The Summons.
Ray Atlee is a professor of law at the University of Virginia. He's forty-three, newly single, and still enduring the aftershocks of a surprise divorce. He has a younger brother, Forrest, who redefines the notion of a family's black sheep.
And he has a father, a very sick old man who lives alone in the ancestral home in Clanton, Mississippi. He is known to all as Judge Atlee, a beloved and powerful official who has towered over local law and politics for forty years. No longer on the bench, the Judge has withdrawn to the Atlee mansion and become a recluse.
With the end in sight, Judge Atlee issues a summons for both sons to return home to Clanton, to discuss the details of his estate. It is typed by the Judge himself, on his handsome old stationery, and gives the date and time for Ray and Forrest to appear in his study.
Ray reluctantly heads south, to his hometown, to the place where he grew up, which he prefers now to avoid. But the family meeting never takes place. The Judge dies too soon, and in doing so leaves behind a shocking secret known only to Ray. And perhaps someone else . . .
The Brethren.
Trumble, a minimum security federal prison, a "camp", home to the usual assortment of relatively harmless criminals - drug dealers, bank robbers, swindlers, embezzlers, tax evaders, two Wall Street crooks, one doctor, at least five lawyers.
And three former judges who call themselves The Brethren: one from Texas, one from California, and one from Mississippi. They meet each day in the law library, their turf at Trumble, where they write briefs, handle cases for other inmates, practise law without a licence, and sometimes dispense jailhouse justice. And they spend hours writing letters. They are fine-tuning a mail scam, and it's starting to really work. The money is pouring in.
Then their little scam goes awry. It ensnares the wrong victim, a powerful man on the outside, a man with dangerous friends, and The Brethren's days of quietly marking time are over.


What this task involves:
Your copy should match the listing below word for word, with no images in it.

Records for the exercise:
• • • • • • •

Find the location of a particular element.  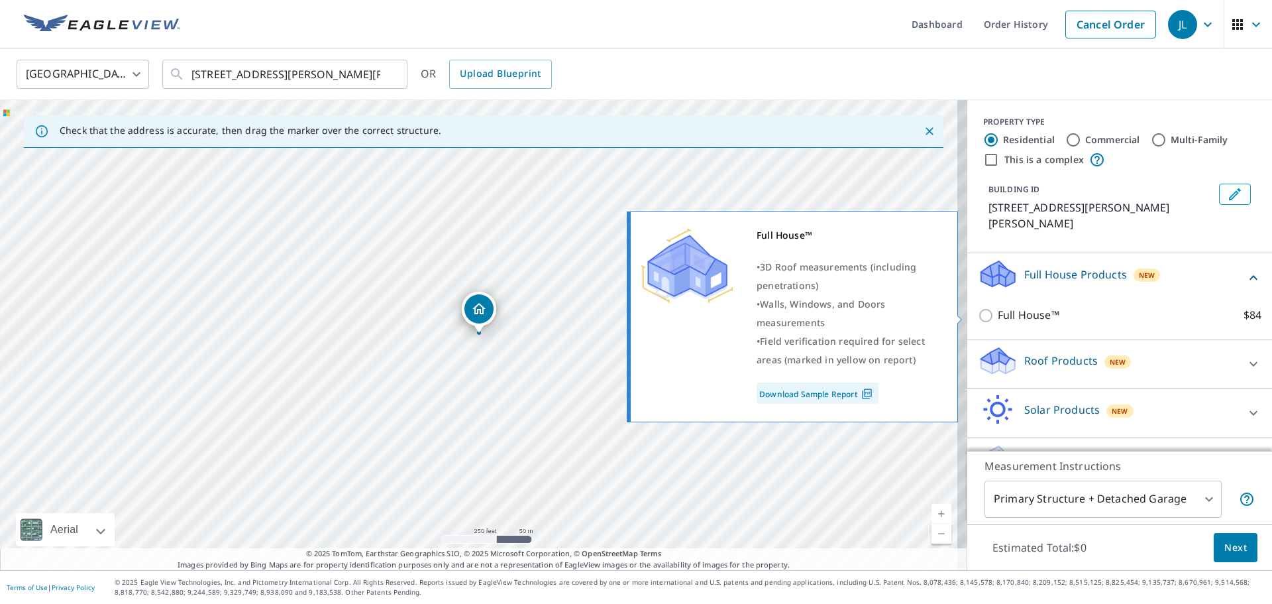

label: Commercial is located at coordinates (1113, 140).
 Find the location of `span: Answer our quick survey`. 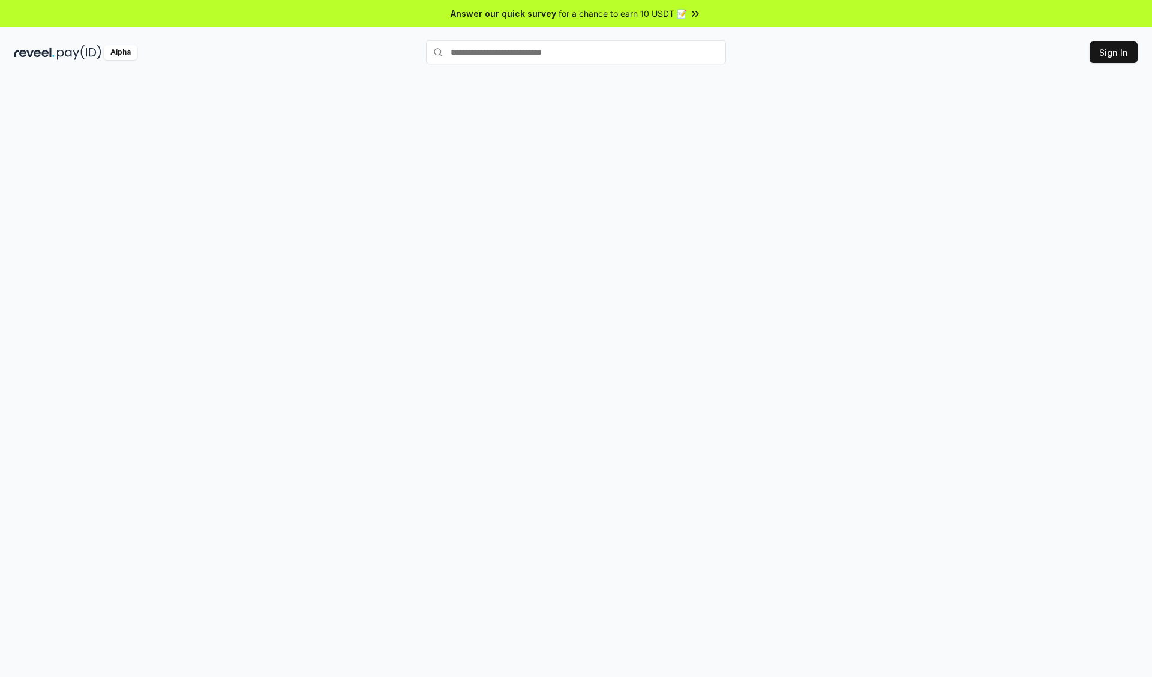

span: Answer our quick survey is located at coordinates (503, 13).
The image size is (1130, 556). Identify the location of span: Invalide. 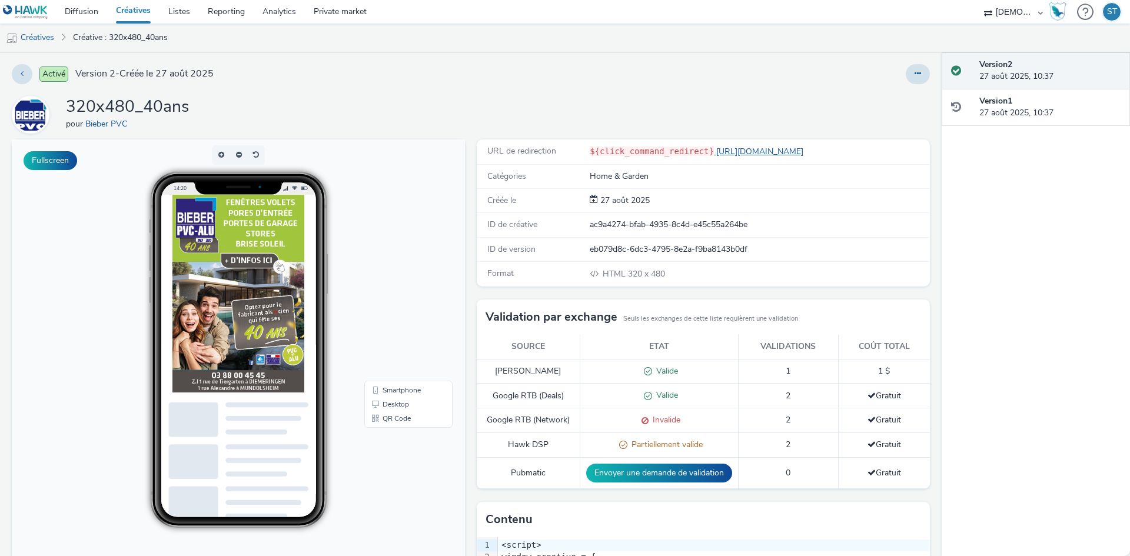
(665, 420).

• • • • • • •

Answer area:
Find the location of a particular element.  

label: Commercial is located at coordinates (1113, 140).
 Find the location of `span: Answer our quick survey`. 

span: Answer our quick survey is located at coordinates (503, 13).
The image size is (1130, 556). Identify the location of span: Invalide. 
(665, 420).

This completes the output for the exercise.